When We Were Modern In the early 2000s, with a A$25,000 'general development' fund from the Australian Film Commission, Mora began work on a still-unfinished film project titled
When We Were Modern which in part touched on his own life and experience. The film's plot explores on the tangled relationships of the Heide inner circle – Sidney Nolan, Joy Hester, Albert Tucker and John and Sunday Reed. In the 1940s, after deserting from the army, Nolan took refuge at the Reed's famous house "Heide", and it was here that he made the first paintings in his now world-famous
Ned Kelly series. During this time, Nolan also conducted an open affair with Sunday Reed, but she refused to leave her husband and marry Nolan, so he subsequently married John's Reed's sister, Cynthia Hansen instead. The marriage eventually broke up, and when Cynthia committed suicide in 1976, her death sparked a bitter feud between Nolan and author
Patrick White, which lasted until the end of their lives. White excoriated Nolan for abandoning his first wife Elizabeth (who was a close friend of his) and for remarrying (to Mary Perceval) so soon after Cynthia's death. At the time of announcement, Mora had cast Australian actor
Clayton Watson (
The Matrix) to play Nolan, with Americans
Alec Baldwin as John Reed and
Jennifer Jason Leigh as Sunday Reed. During pre-production, Mora discovered previously unseen home movies of the Heide circle, including the only films of Joy Hester and the Mirka Café.

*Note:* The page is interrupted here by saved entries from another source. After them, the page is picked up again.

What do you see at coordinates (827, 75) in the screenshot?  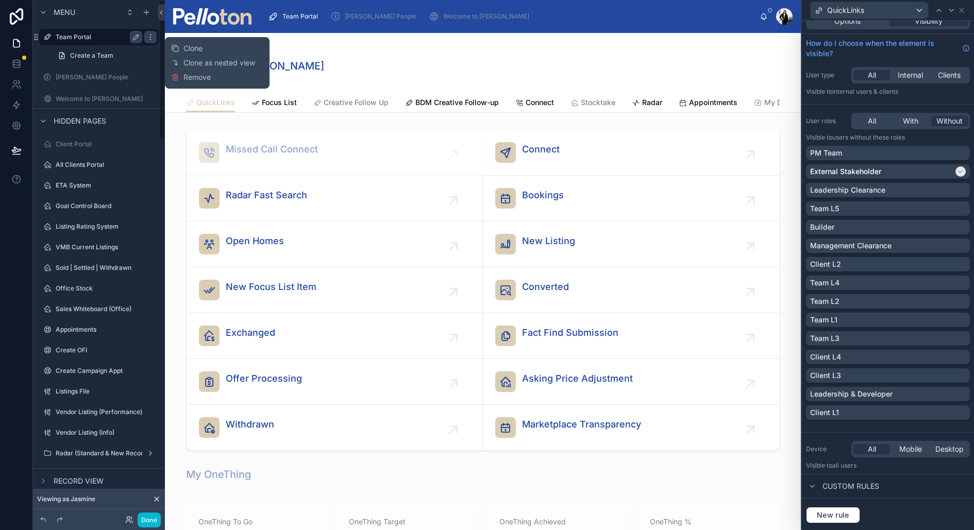 I see `label: User type` at bounding box center [827, 75].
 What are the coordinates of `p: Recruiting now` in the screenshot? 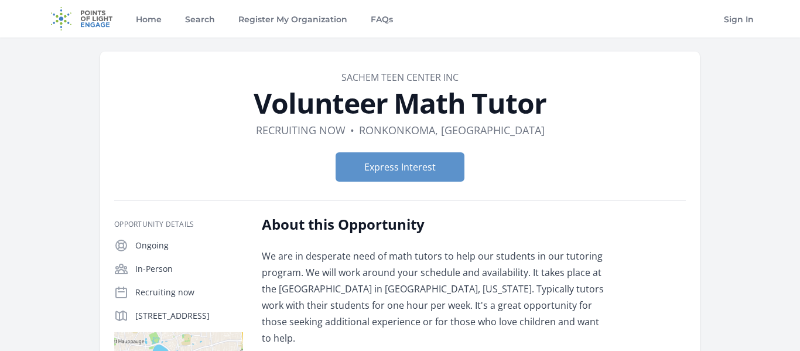 It's located at (189, 292).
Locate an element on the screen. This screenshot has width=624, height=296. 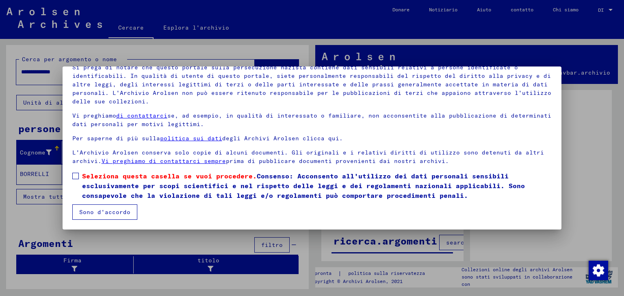
a: politica sui dati is located at coordinates (191, 138).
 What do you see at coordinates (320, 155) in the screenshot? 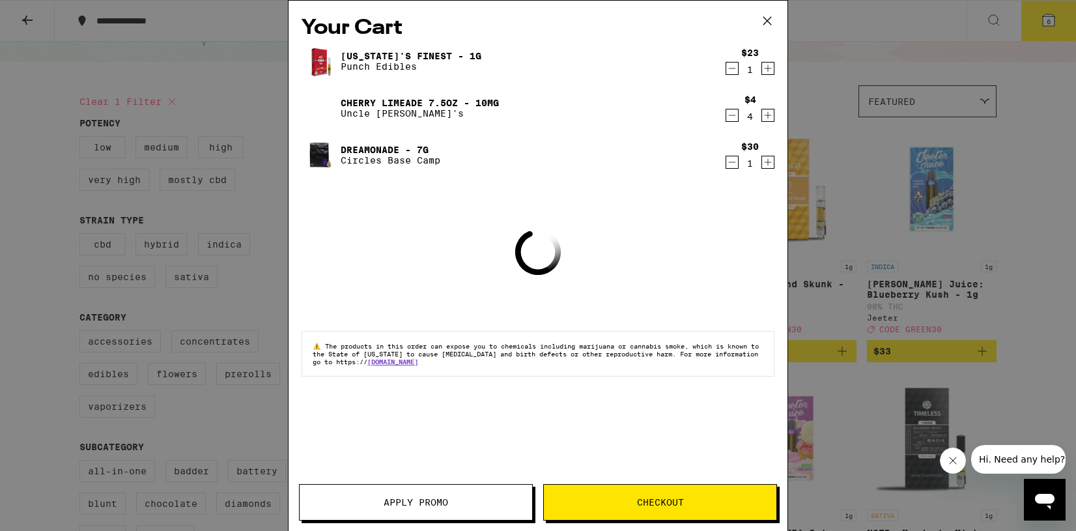
I see `img: Dreamonade - 7g` at bounding box center [320, 155].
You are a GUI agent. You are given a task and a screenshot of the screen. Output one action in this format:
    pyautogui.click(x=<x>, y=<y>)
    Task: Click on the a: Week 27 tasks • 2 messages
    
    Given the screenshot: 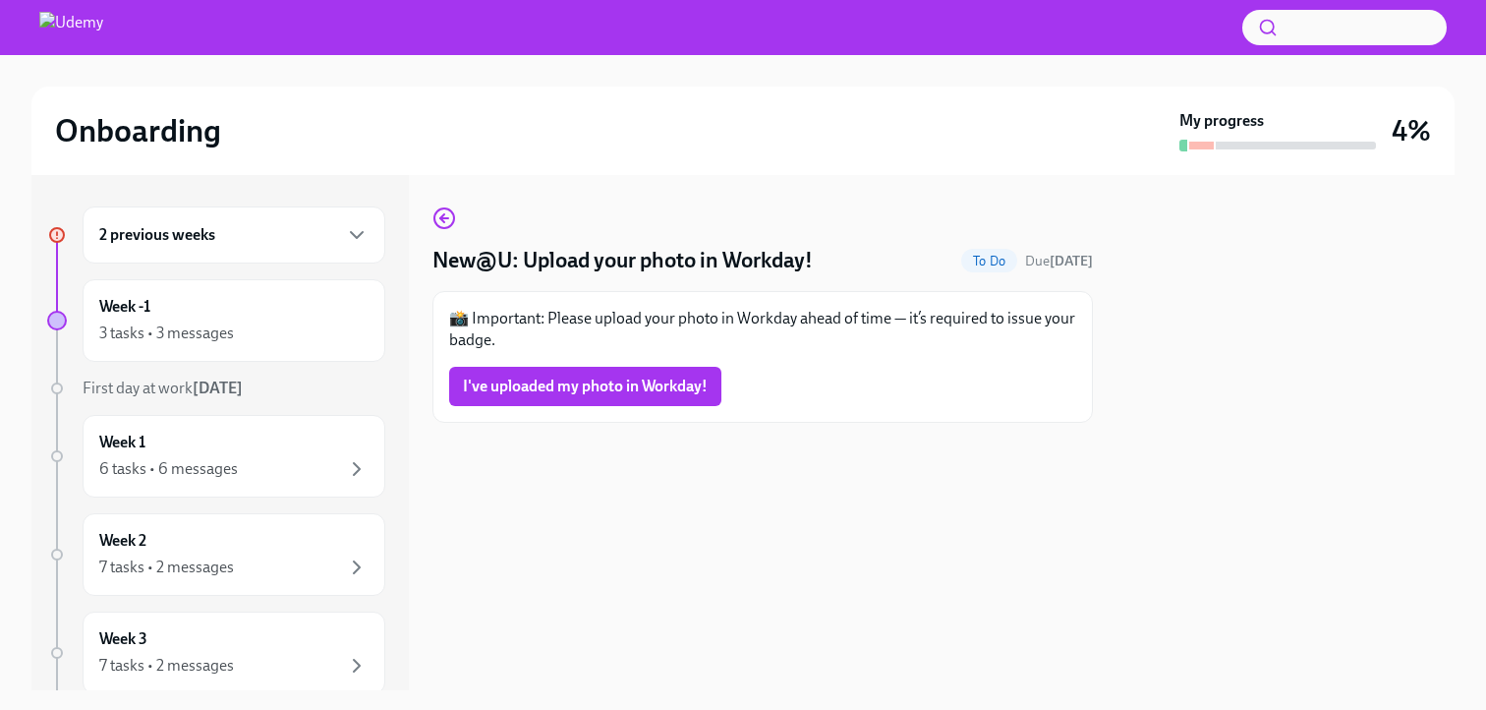 What is the action you would take?
    pyautogui.click(x=216, y=554)
    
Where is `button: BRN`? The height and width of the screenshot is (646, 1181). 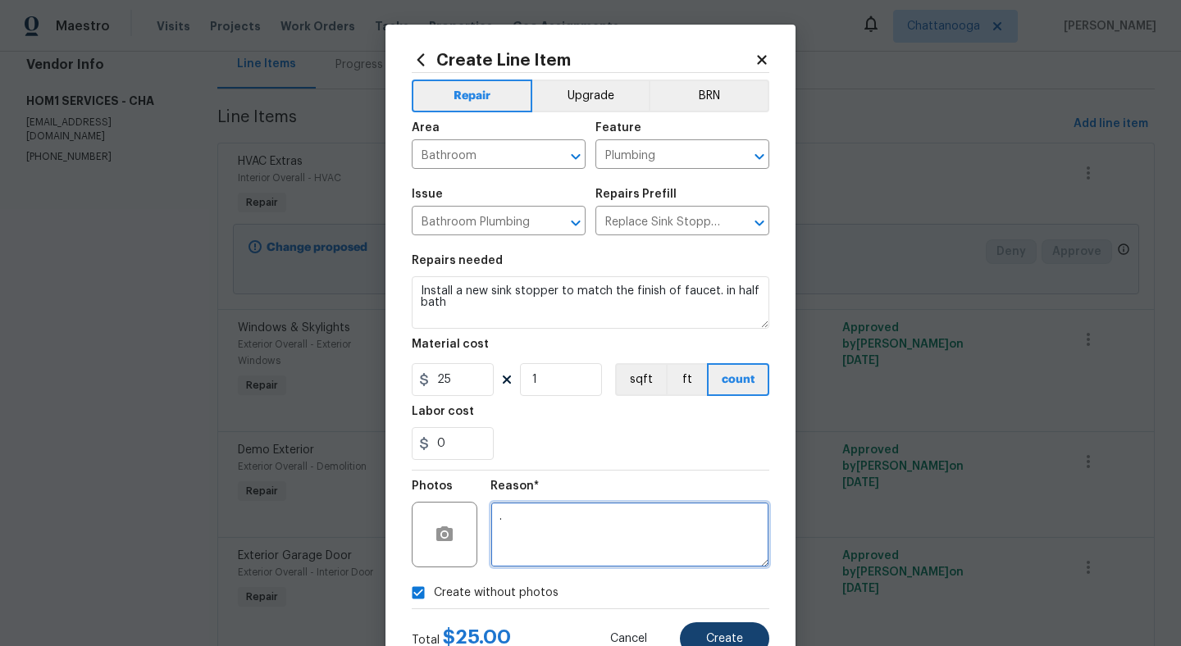 button: BRN is located at coordinates (708, 96).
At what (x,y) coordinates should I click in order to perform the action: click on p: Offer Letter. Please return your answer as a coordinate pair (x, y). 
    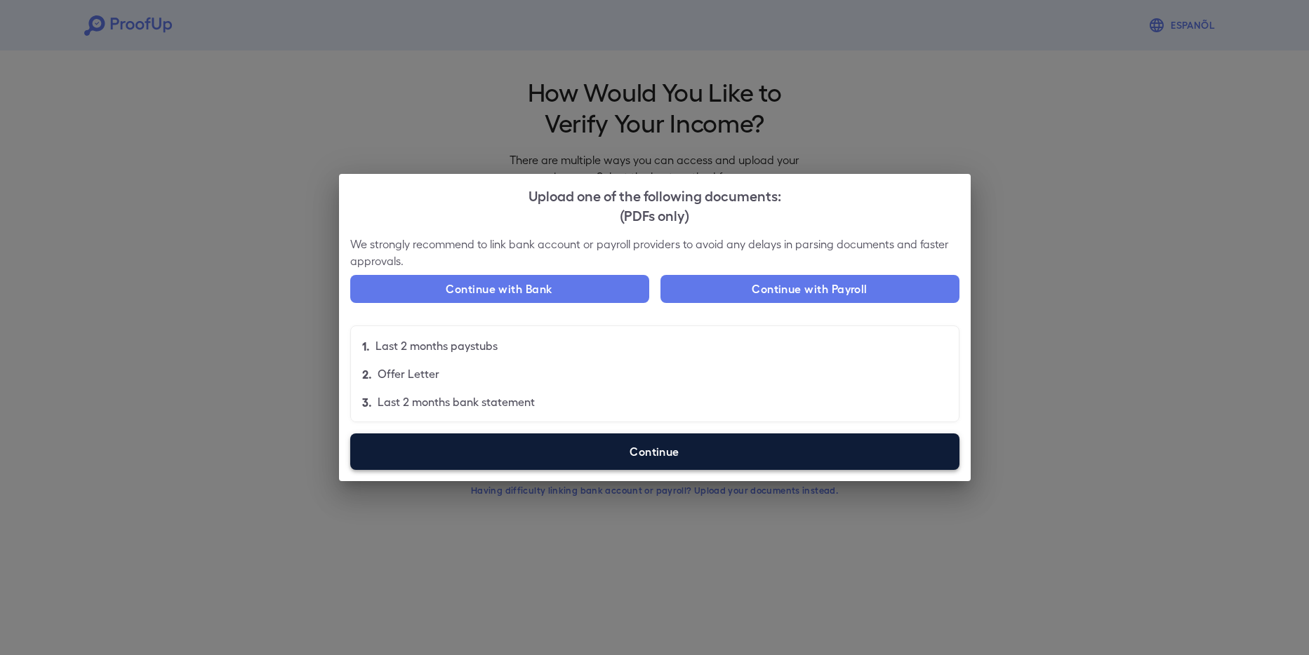
    Looking at the image, I should click on (408, 374).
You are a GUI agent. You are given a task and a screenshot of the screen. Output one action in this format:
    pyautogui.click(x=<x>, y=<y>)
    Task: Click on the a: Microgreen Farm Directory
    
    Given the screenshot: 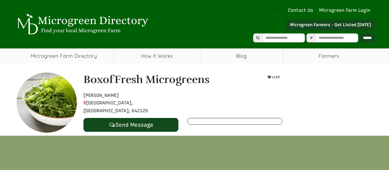 What is the action you would take?
    pyautogui.click(x=64, y=56)
    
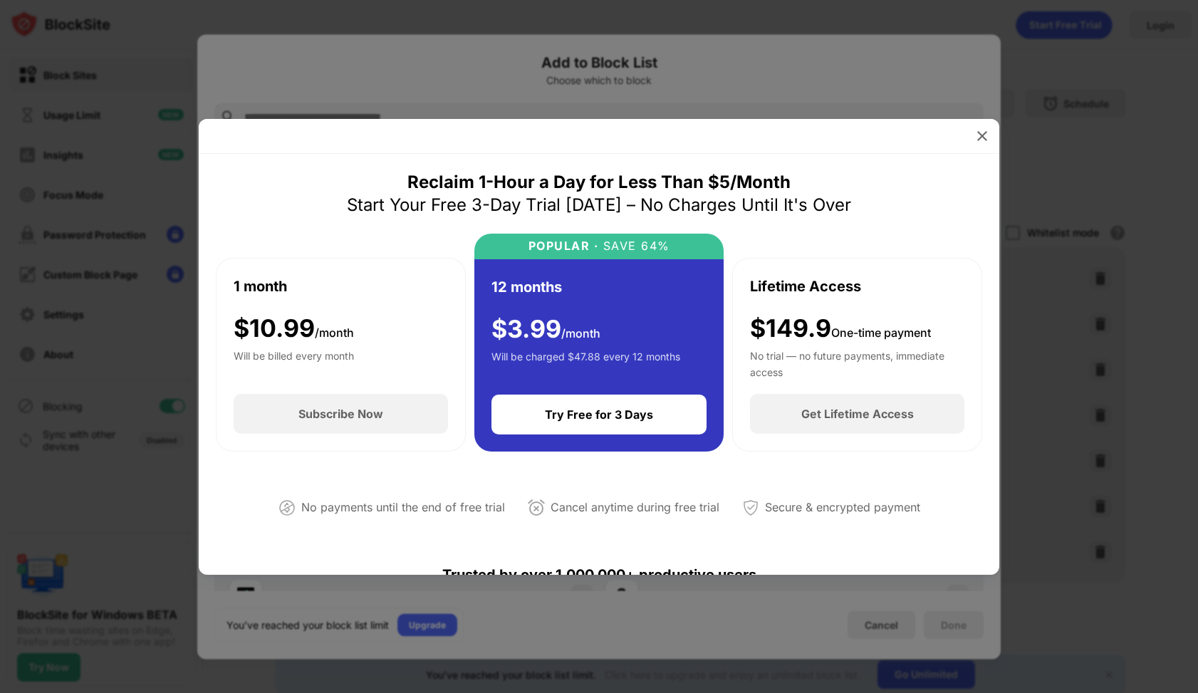 This screenshot has width=1198, height=693. I want to click on div: Will be billed every month, so click(293, 363).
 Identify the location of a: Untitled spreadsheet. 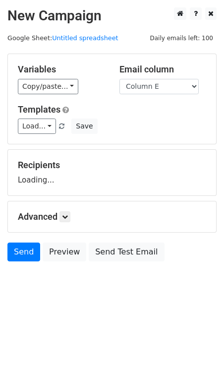
(85, 38).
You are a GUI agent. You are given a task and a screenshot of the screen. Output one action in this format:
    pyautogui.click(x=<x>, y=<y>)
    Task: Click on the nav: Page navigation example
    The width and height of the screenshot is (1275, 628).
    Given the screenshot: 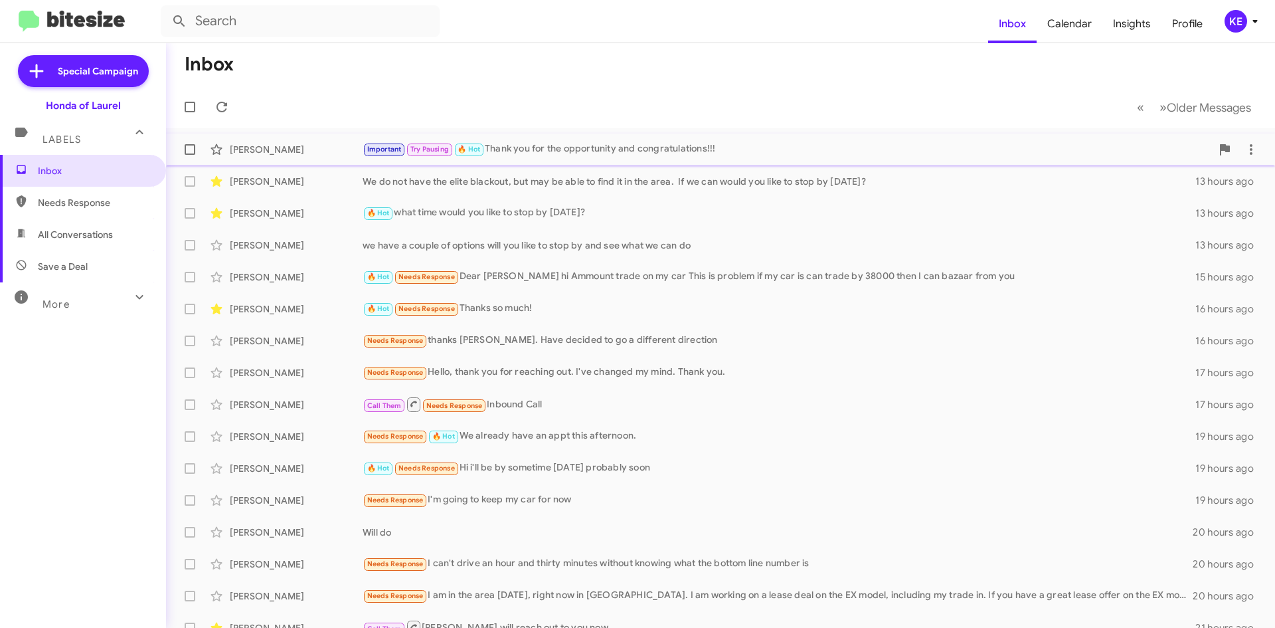 What is the action you would take?
    pyautogui.click(x=1194, y=107)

When We Were Modern was to have been dedicated to Sweeney Reed, who committed suicide in March 1979, aged 34. Sweeney was to have featured prominently as a character, and as a tribute to him, Mora reportedly planned to include some of the footage from
Back Alley under the closing credits. Mora labored on the project for several years but it was rejected by Australian film funding bodies. Since then, Mora has worked on several other features and documentaries, but in May 2012,
Deadline Hollywood reported that he was returning to the film, intended then to be an animated feature using a combination of hand puppets, stop motion and conventional animation, with the last act in 3D, supervised by 3D cinematographer Dave Gregory. The report also indicates that Clayton Watson will still portray Nolan, but will now perform the role as a voice actor. Interviewed for the report, Mora commented: "Personally I loved John and Sunday, and Sweeney Reed, their adopted son, was my best friend as a kid. My parents helped John and Sunday set up the
Museum of Modern Art of Australia. This Nolan-Reed ménage is an important story that must be told honestly, no holds barred. It's a great Australian epic of love and modernism. We are using puppets done in the style of the painters involved."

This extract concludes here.